A fantastic issue of The Liberator, with stand outs from Robert Minor on May Day, Max Shachtman on Marx as Revolutionist, Radek with ‘The Life of Lenin,’ and Alexa Bittleman on the attack on immigrants and immigration.
The Liberator. Vol. 7 No. 5. May, 1924.
Contents: The Story of May Day by Robert Minor, May Day Song by Michael Gold, The Storm is Coming by Max Bedacht, Dear Government by Scott Nearing, Karl Marx: The Revolutionist by Max Shachtman, What Are We Doing to Honduras? by Bertram D. Wolfe, The Crusade Against the Foreign-Born by Alexander Bittelman, The Life and Work of Lenin by Karl Radek, Literature and the Machine Age by Floyd Dell, Editorials, An Irrelevant Saint [On Gandhi] by C.E. Ruthenberg.

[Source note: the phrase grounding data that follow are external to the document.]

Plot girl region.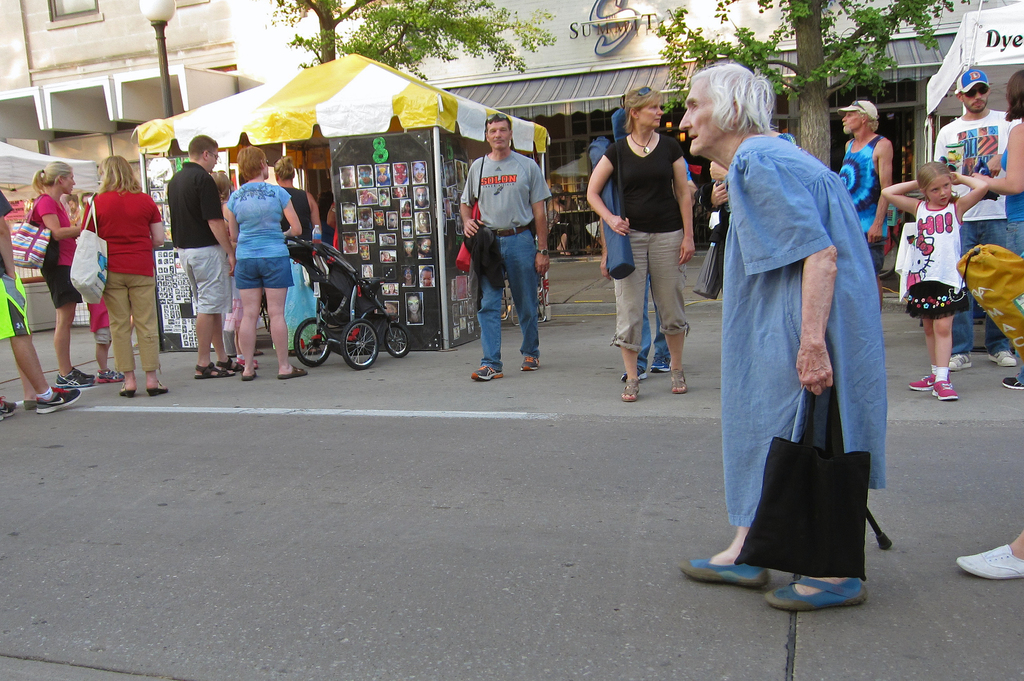
Plotted at bbox(580, 80, 701, 391).
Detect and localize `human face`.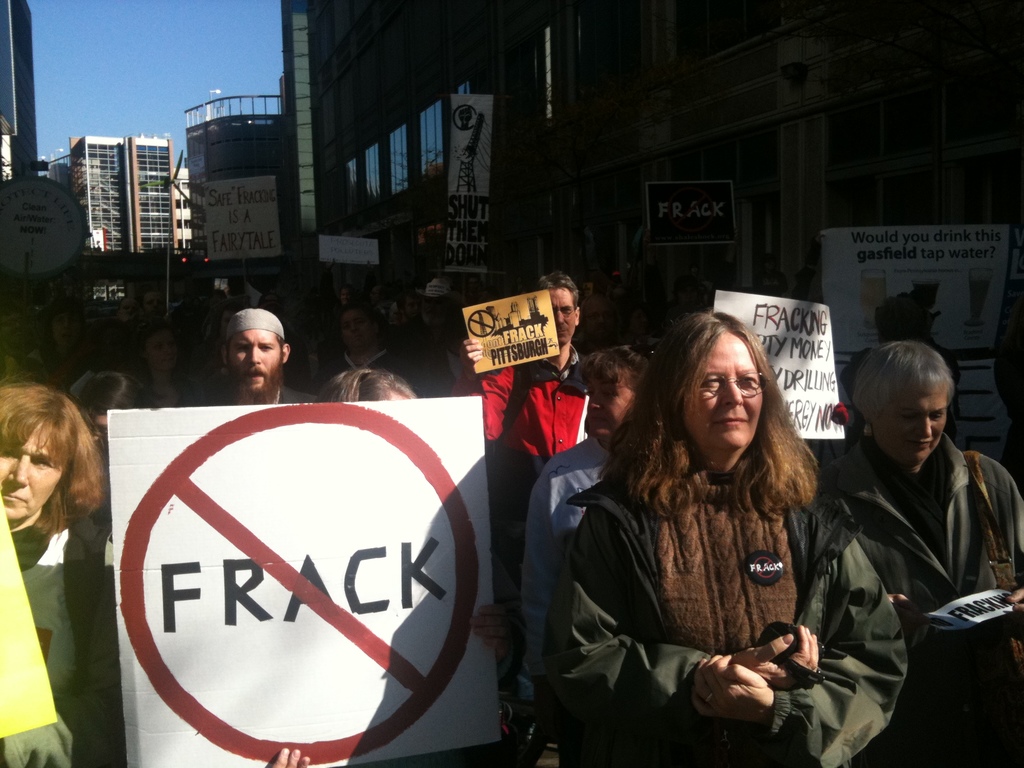
Localized at [221,326,280,394].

The Liberator was published monthly from 1918, first established by Max Eastman and his sister Crystal Eastman continuing The Masses, was shut down by the US Government during World War One. Like The Masses, The Liberator contained some of the best radical journalism of its, or any, day. It combined political coverage with the arts, culture, and a commitment to revolutionary politics. Increasingly, The Liberator oriented to the Communist movement and by late 1922 was a de facto publication of the Party. In 1924, The Liberator merged with Labor Herald and Soviet Russia Pictorial into Workers Monthly. An essential magazine of the US left.